The Daily Decant

Not a rant - a decant!

Monday, November 06, 2006

More Reading List

More new arrivals from the library reserve list:

Faster: The Acceleration of Just About Everything by James Gleick (1999).

One of the first to popularize the idea that the rate of change has changed. Proves its own point in that, only 7 years later, some of the observations already feel dated. Still valuable though.

The Wisdom of Crowds: Why the many are smarter than the few and how collective wisdom shapes business, economies, societies, and nations (2004) by James Surowiecki.

While it may sometimes may be presented that the future will come about because of a few insightful people, it is actually the mass of humanity who will steer the course (in part, by reaction). Not everyone follows, and even if they are following how they follow matters. I at first cynically dismissed the premise of this book, but as I am striving to assume nothing my dismissal in fact triggered me to pick it up and give it a chance.

Last Child in the Woods: Saving Our Children from Nature Deficit Disorder (2005) by Richard Louv.

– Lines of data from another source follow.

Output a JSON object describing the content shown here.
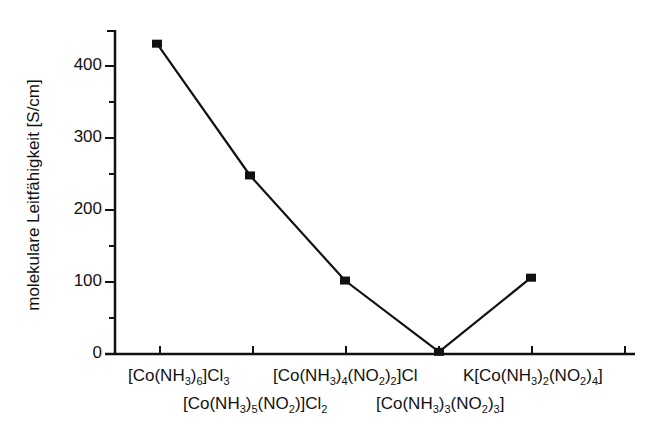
{
  "chart_data": {
    "type": "line",
    "title": "",
    "xlabel": "",
    "ylabel": "molekulare Leitfähigkeit  [S/cm]",
    "ylim": [
      0,
      440
    ],
    "yticks": [
      0,
      100,
      200,
      300,
      400
    ],
    "grid": false,
    "legend": null,
    "categories": [
      "[Co(NH3)6]Cl3",
      "[Co(NH3)5(NO2)]Cl2",
      "[Co(NH3)4(NO2)2]Cl",
      "[Co(NH3)3(NO2)3]",
      "K[Co(NH3)2(NO2)4]"
    ],
    "series": [
      {
        "name": "molekulare Leitfähigkeit",
        "marker": "square",
        "values": [
          431,
          248,
          102,
          3,
          106
        ]
      }
    ]
  },
  "labels": {
    "ylabel": "molekulare Leitfähigkeit  [S/cm]",
    "yticks": [
      "0",
      "100",
      "200",
      "300",
      "400"
    ],
    "x": [
      {
        "pre": "[Co(NH",
        "parts": [
          [
            "3",
            "sub"
          ],
          [
            ")",
            ""
          ],
          [
            "6",
            "sub"
          ],
          [
            "]Cl",
            ""
          ],
          [
            "3",
            "sub"
          ]
        ]
      },
      {
        "parts": []
      }
    ]
  }
}
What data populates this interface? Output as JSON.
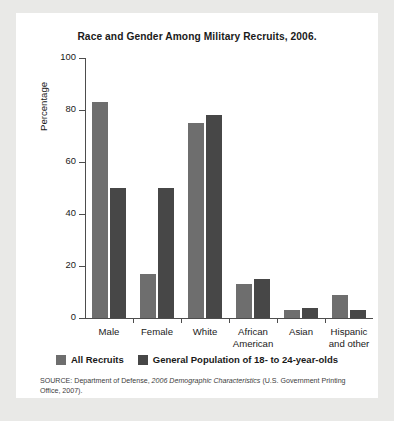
{
  "figure": {
    "title": "Race and Gender Among Military Recruits, 2006.",
    "source_prefix": "SOURCE: Department of Defense, ",
    "source_italic": "2006 Demographic Characteristics",
    "source_suffix": " (U.S. Government Printing Office, 2007)."
  },
  "colors": {
    "page_background": "#e9e9e7",
    "card_background": "#ffffff",
    "series_0": "#6e6e6e",
    "series_1": "#474747",
    "axis": "#4d4d4d",
    "text": "#1a1a1a"
  },
  "chart_data": {
    "type": "bar",
    "title": "Race and Gender Among Military Recruits, 2006.",
    "xlabel": "",
    "ylabel": "Percentage",
    "ylim": [
      0,
      100
    ],
    "yticks": [
      0,
      20,
      40,
      60,
      80,
      100
    ],
    "grid": false,
    "legend_position": "bottom",
    "categories": [
      "Male",
      "Female",
      "White",
      "African\nAmerican",
      "Asian",
      "Hispanic\nand other"
    ],
    "series": [
      {
        "name": "All Recruits",
        "color": "#6e6e6e",
        "values": [
          83,
          17,
          75,
          13,
          3,
          9
        ]
      },
      {
        "name": "General Population of 18- to 24-year-olds",
        "color": "#474747",
        "values": [
          50,
          50,
          78,
          15,
          4,
          3
        ]
      }
    ]
  }
}
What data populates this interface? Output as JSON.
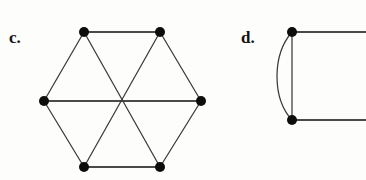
{
  "figure": {
    "background_color": "#fdfdfc",
    "ink_color": "#0d0d0d",
    "edge_color": "#3b3b3b",
    "width": 366,
    "height": 180,
    "panels": [
      {
        "id": "c",
        "label": "c.",
        "label_position": {
          "x": 9,
          "y": 29
        },
        "graph_type": "simple-graph",
        "description": "hexagon with three long diagonals",
        "vertex_count": 6,
        "edge_count": 9,
        "vertices": [
          {
            "id": "v1",
            "name": "top-left",
            "cx": 84,
            "cy": 32,
            "r": 5.0
          },
          {
            "id": "v2",
            "name": "top-right",
            "cx": 160,
            "cy": 32,
            "r": 5.0
          },
          {
            "id": "v3",
            "name": "right-middle",
            "cx": 201,
            "cy": 101,
            "r": 5.0
          },
          {
            "id": "v4",
            "name": "bottom-right",
            "cx": 160,
            "cy": 167,
            "r": 5.0
          },
          {
            "id": "v5",
            "name": "bottom-left",
            "cx": 84,
            "cy": 167,
            "r": 5.0
          },
          {
            "id": "v6",
            "name": "left-middle",
            "cx": 44,
            "cy": 101,
            "r": 5.0
          }
        ],
        "edges": [
          {
            "from": "v1",
            "to": "v2",
            "kind": "perimeter-top",
            "style": "thick"
          },
          {
            "from": "v2",
            "to": "v3",
            "kind": "perimeter-upper-right",
            "style": "thin"
          },
          {
            "from": "v3",
            "to": "v4",
            "kind": "perimeter-lower-right",
            "style": "thin"
          },
          {
            "from": "v4",
            "to": "v5",
            "kind": "perimeter-bottom",
            "style": "thick"
          },
          {
            "from": "v5",
            "to": "v6",
            "kind": "perimeter-lower-left",
            "style": "thin"
          },
          {
            "from": "v6",
            "to": "v1",
            "kind": "perimeter-upper-left",
            "style": "thin"
          },
          {
            "from": "v6",
            "to": "v3",
            "kind": "diagonal-horizontal",
            "style": "thick"
          },
          {
            "from": "v1",
            "to": "v4",
            "kind": "diagonal-descending",
            "style": "thin"
          },
          {
            "from": "v2",
            "to": "v5",
            "kind": "diagonal-ascending",
            "style": "thin"
          }
        ],
        "crossing_point": {
          "x": 122,
          "y": 101
        }
      },
      {
        "id": "d",
        "label": "d.",
        "label_position": {
          "x": 241,
          "y": 29
        },
        "graph_type": "multigraph",
        "description": "two vertices joined by a straight edge and a parallel curved edge, with two horizontal edges leaving the cropped right border",
        "vertex_count": 2,
        "edge_count": 4,
        "vertices": [
          {
            "id": "w1",
            "name": "upper",
            "cx": 292,
            "cy": 32,
            "r": 5.0
          },
          {
            "id": "w2",
            "name": "lower",
            "cx": 292,
            "cy": 120,
            "r": 5.0
          }
        ],
        "edges": [
          {
            "from": "w1",
            "to": "w2",
            "kind": "straight-vertical",
            "style": "thin",
            "path": "M 292 32 L 292 120"
          },
          {
            "from": "w1",
            "to": "w2",
            "kind": "curved-parallel",
            "style": "thin",
            "path": "M 292 32 C 272 55, 272 98, 292 120"
          },
          {
            "from": "w1",
            "to": "cropped-right",
            "kind": "horizontal-top-cropped",
            "style": "thick",
            "path": "M 292 32 L 366 32"
          },
          {
            "from": "w2",
            "to": "cropped-right",
            "kind": "horizontal-bottom-cropped",
            "style": "thick",
            "path": "M 292 120 L 366 120"
          }
        ]
      }
    ]
  }
}
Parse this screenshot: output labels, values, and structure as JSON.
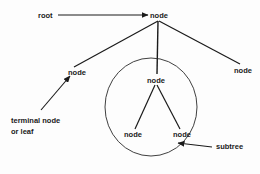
{
  "diagram": {
    "background_color": "#fdfdfd",
    "stroke_color": "#1a1a1a",
    "text_color": "#1a1a1a",
    "labels": {
      "root": "root",
      "node_top": "node",
      "node_left": "node",
      "node_right": "node",
      "node_center": "node",
      "node_leaf_left": "node",
      "node_leaf_right": "node",
      "terminal_line1": "terminal node",
      "terminal_line2": "or leaf",
      "subtree": "subtree"
    },
    "annotations": [
      {
        "label": "root",
        "points_to": "node_top"
      },
      {
        "label": "terminal node or leaf",
        "points_to": "node_left"
      },
      {
        "label": "subtree",
        "points_to": "circle-region"
      }
    ],
    "tree": {
      "root_node": "node",
      "children": [
        "node",
        "node",
        "node"
      ],
      "center_child_children": [
        "node",
        "node"
      ],
      "subtree_circle": {
        "cx": 151,
        "cy": 107,
        "r": 46
      }
    }
  }
}
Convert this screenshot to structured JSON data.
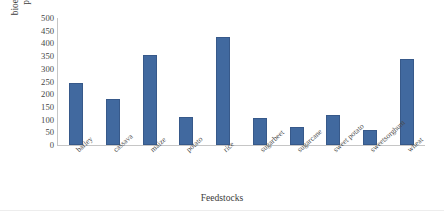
{
  "chart_data": {
    "type": "bar",
    "title": "",
    "xlabel": "Feedstocks",
    "ylabel_lines": [
      "bioethanol production",
      "potential (L/ton)"
    ],
    "ylabel": "bioethanol production potential (L/ton)",
    "categories": [
      "barley",
      "cassava",
      "maize",
      "potato",
      "rice",
      "sugarbeet",
      "sugarcane",
      "sweet potato",
      "sweetsorghum",
      "wheat"
    ],
    "values": [
      245,
      180,
      355,
      110,
      425,
      105,
      70,
      120,
      58,
      340
    ],
    "ylim": [
      0,
      500
    ],
    "ytick_labels": [
      "500",
      "450",
      "400",
      "350",
      "300",
      "250",
      "200",
      "150",
      "100",
      "50",
      "0"
    ],
    "ytick_values": [
      500,
      450,
      400,
      350,
      300,
      250,
      200,
      150,
      100,
      50,
      0
    ],
    "grid": false,
    "legend": "none",
    "series_color": "#41699f",
    "axis_color": "#c6c6c6",
    "text_color": "#3f3f3f"
  }
}
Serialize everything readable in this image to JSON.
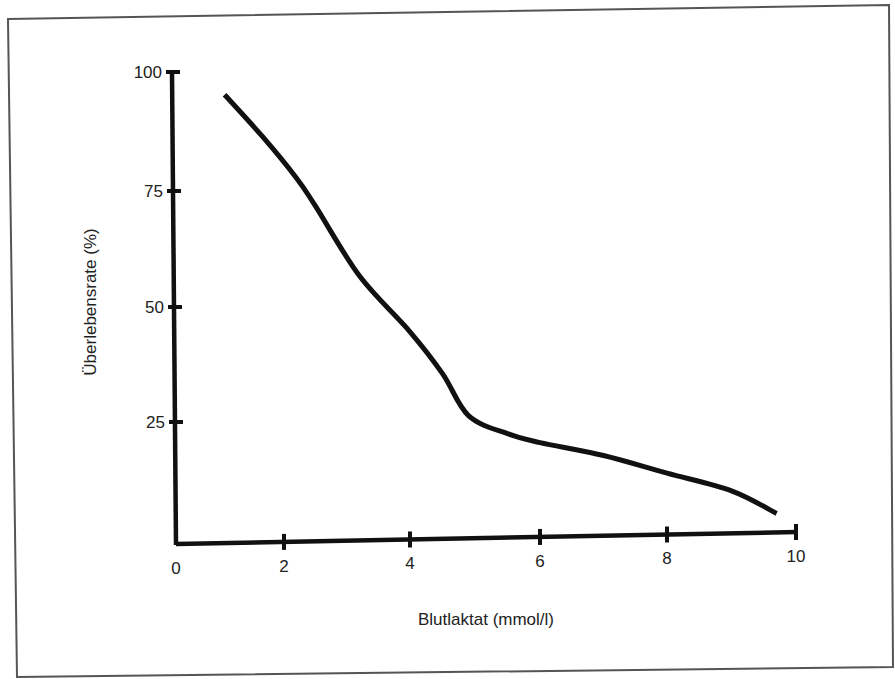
{
  "chart_data": {
    "type": "line",
    "title": "",
    "xlabel": "Blutlaktat (mmol/l)",
    "ylabel": "Überlebensrate (%)",
    "xlim": [
      0,
      10
    ],
    "ylim": [
      0,
      100
    ],
    "x_ticks": [
      "0",
      "2",
      "4",
      "6",
      "8",
      "10"
    ],
    "y_ticks": [
      "25",
      "50",
      "75",
      "100"
    ],
    "grid": false,
    "legend": null,
    "series": [
      {
        "name": "Überlebensrate",
        "x": [
          0.9,
          1.6,
          2.2,
          2.5,
          3.2,
          4.0,
          4.5,
          4.9,
          5.5,
          6.0,
          7.0,
          8.0,
          9.0,
          9.7
        ],
        "values": [
          95,
          86,
          77,
          71,
          56,
          44,
          35,
          26,
          22,
          20,
          17,
          13,
          9,
          4
        ]
      }
    ]
  },
  "colors": {
    "line": "#111111",
    "axis": "#111111",
    "frame": "#555555",
    "background": "#ffffff"
  }
}
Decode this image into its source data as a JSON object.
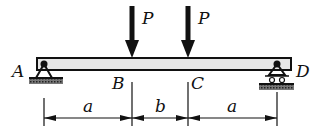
{
  "diagram": {
    "type": "simply-supported-beam",
    "points": {
      "A": "A",
      "B": "B",
      "C": "C",
      "D": "D"
    },
    "loads": [
      {
        "label": "P",
        "at": "B",
        "direction": "down"
      },
      {
        "label": "P",
        "at": "C",
        "direction": "down"
      }
    ],
    "supports": [
      {
        "at": "A",
        "kind": "pin"
      },
      {
        "at": "D",
        "kind": "roller"
      }
    ],
    "dimensions": [
      {
        "label": "a",
        "from": "A",
        "to": "B"
      },
      {
        "label": "b",
        "from": "B",
        "to": "C"
      },
      {
        "label": "a",
        "from": "C",
        "to": "D"
      }
    ],
    "colors": {
      "ink": "#111111",
      "beam_fill": "#e6e6e6",
      "background": "#ffffff"
    }
  }
}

Disturbing trend: young people feel less comfortable, and spend less time, in the great outdoors. The result: less independence and a greater reliance upon externally-structured activities. This book is making me pay more attention to my perception of how young people perceive being outside. The Blair Witch Project, of arguable value as a motion picture, nonetheless nailed one thing cold: it "worked" largely because it was urban youth in the woods, an alien and puzzling environment for them, and for the audience with whom it was most popular.

Related reading to the above, good companion volumes:

The Culture of Fear: Why Americans are afraid of the wrong things (1999) by Barry Glassner.

The preceding book examines a growing agoraphobia in youth and reveals it is largely due to changing perceptions not only on the part of youth but also in their parents, as to how dangerous is the world at large. This book discusses how the mass media exploits unease over poorly-understood potential dangers to instill fear into the masses, so that the same media may flourish by justifying their fears. Media spin and exaggeration indeed have many Americans flinching at the wrong shadows. (Halloween just past brings to mind the annually-recurrent scares about razorblades in apples, Satanic abductions, and temporary tattoos laced with LSD -- all "commonly-known" folklore which at one time or another has been presented as straight news.)

And right on the heels of those books, another which discusses some of the reasons we are willing to believe in folklore and the boogeyman:

Killing Monsters: Why children need fantasy, super heroes, and make-believe violence (2002) by Gerard Jones.

Kids understand there are monsters out there. They are more real for them than they are for adults, and kids have to deal with their monsters in the face of adult derision. Children also have to deal with the same social stresses which their parents deal with, but with less grasp of the concepts or power to respond. Children also have to deal with the sometimes-atrocities dealt upon them by adults who should be protecting them. Any wonder, then, that children often utilize violent fantasy play to act out their stresses and allow them to cope with what they cannot control? A fascinating study.

Nanotechnology for Dummies (2005) by Richard Booker and Earl Boysen.

I've got other books on nano ordered, both classics and cutting-edge. But say what you like about the "For Dummies" books, they are good overviews, and before I proceed I want to make sure my absorbed presumptions about the field are correct.